17 December 2014 | News | By BioSpectrum Bureau

Brain cancer drug may be effective in melanoma treatment

TRXE-009 could be a potential treatment for melanoma

TRXE-009 could be a potential treatment for melanoma

Singapore: Australia based Novogen's lead candidate, TRXE-009, developed for the treatment of brain cancers, has shown to be effective in melanoma treatment in pre-clinical studies.

Based on the positive result in preclinical studies, Novogen is considering TRXE-009 as an important new potential treatment for melanoma, including for the treatment of secondary brain cancers due to melanoma, for which there currently are no effective therapies.

The company states that it also reflects the evidence of the hypothesized link between brain cancer and melanoma. The link has long been considered a possibility because nerve cells and melanocytes (the melanin pigment-bearing cells in skin that lead to melanoma) have a common origin in the embryo known as the neural crest. This primitive tissue gives rise to the neural cells that go on to form the brain, spinal cord, and peripheral nerves, as well as cells that form the structures of the skull; melanocytes also come from this embryonic tissue. Up till now, no functional link has been found between brain cells and melanocytes, or between brain cancer and melanoma.

TRXE-009 has been confirmed as a potential new treatment for both adult and paediatric neural cancers. TRXE-009 previously has been announced as a world-first in having exceptionally high killing activity against adult brain cancer (glioblastoma multiforme) stem cells, and against the paediatric brain cancers - medulloblastoma and DIPG (diffuse interstitial pontine glioma) - all tumors that are highly resistant to known chemotherapies.
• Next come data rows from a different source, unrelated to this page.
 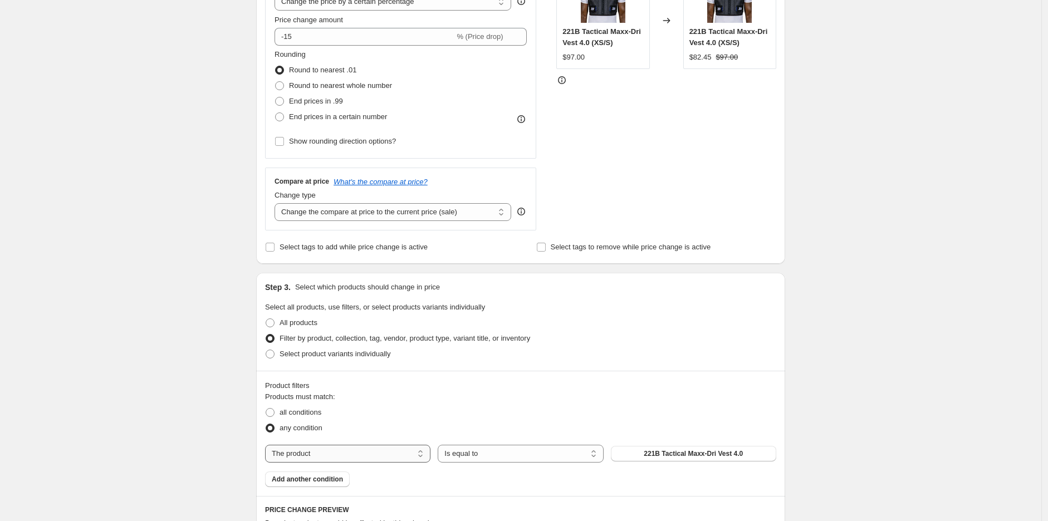 What do you see at coordinates (521, 386) in the screenshot?
I see `div: Product filters` at bounding box center [521, 386].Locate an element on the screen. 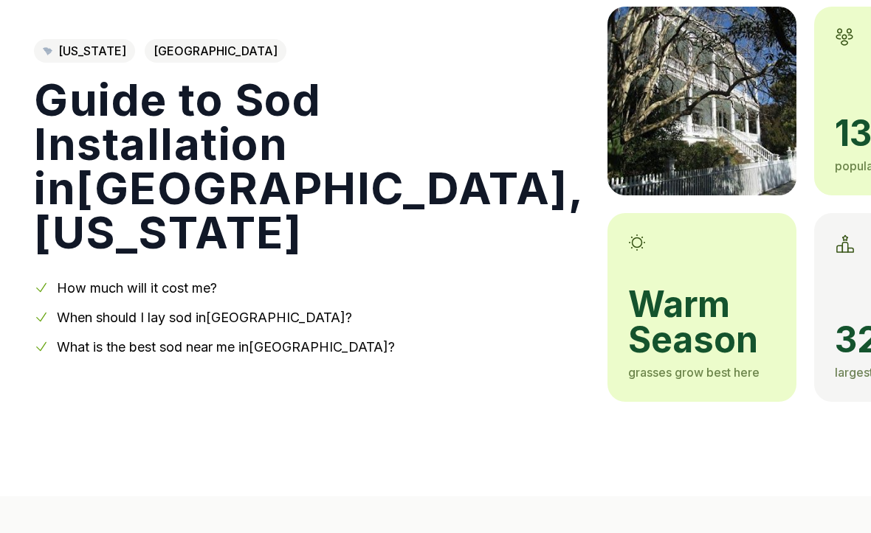  span: grasses grow best here is located at coordinates (693, 373).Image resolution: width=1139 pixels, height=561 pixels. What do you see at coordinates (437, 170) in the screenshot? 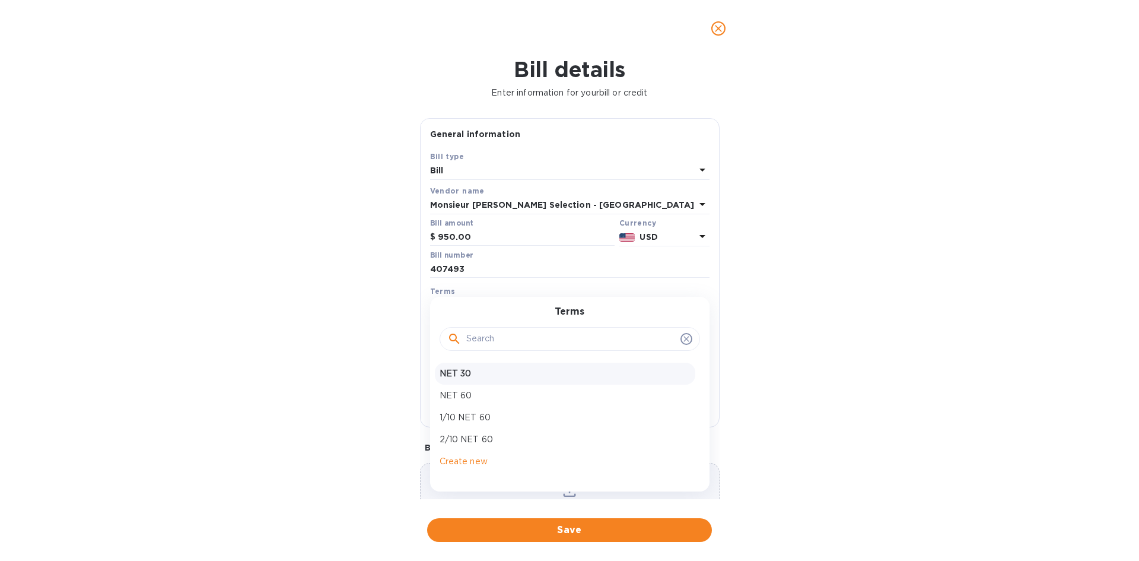
I see `b: Bill` at bounding box center [437, 170].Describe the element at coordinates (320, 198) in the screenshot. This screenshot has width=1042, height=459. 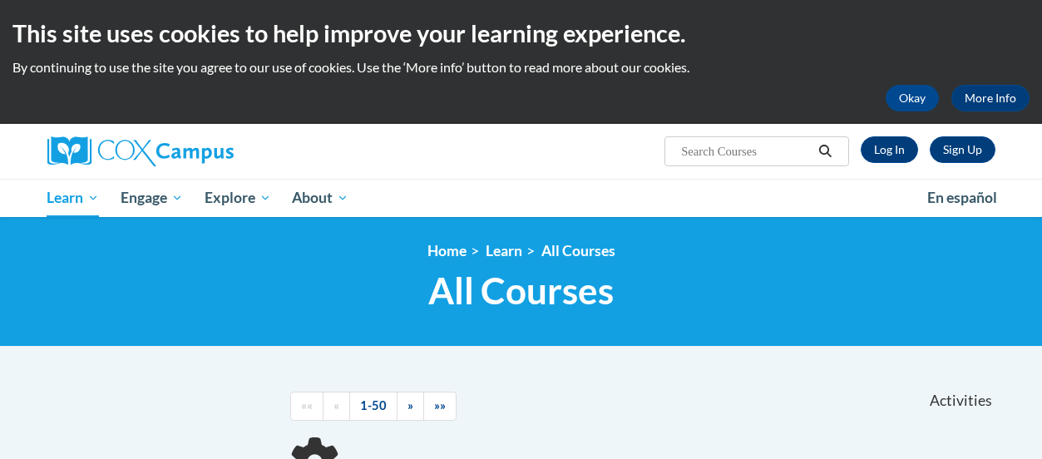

That same high potency is now confirmed against melanoma cells, with activity unaffected by the tumor's BRAF gene status.

Dr Graham Kelly, CEO, Novogen said, "This latest finding brings the value of TRXE-009 into true perspective for us. We initially developed the compound for brain cancer. We saw it as the first chemotherapy with the potential to make a meaningful difference to the survival prospects of patients, both adult and children, with primary brain cancer."

 

"From there we looked at its ability to kill other cancers of neural origin, and discovered that the same potency against brain cancer cells extended to neuroblastoma cells, a potential deadly cancer in children that arises in peripheral nerve tissue outside of the brain."

"With the realisation that we arguably had the first anti-cancer drug capable of recognising cancers arising in tissues with a common neural crest origin, it was an obvious next step to look at melanoma, with the outcome that we are announcing today," Dr Kelly explained.

Novogen will be delivering TRXE-009 as a proprietary construct known as Trilexium. Trilexium has been developed to maximise the bio-availability of the drug to cancer cells in the body. Animal xenograft studies of human cancer have confirmed the efficacy of Trilexium.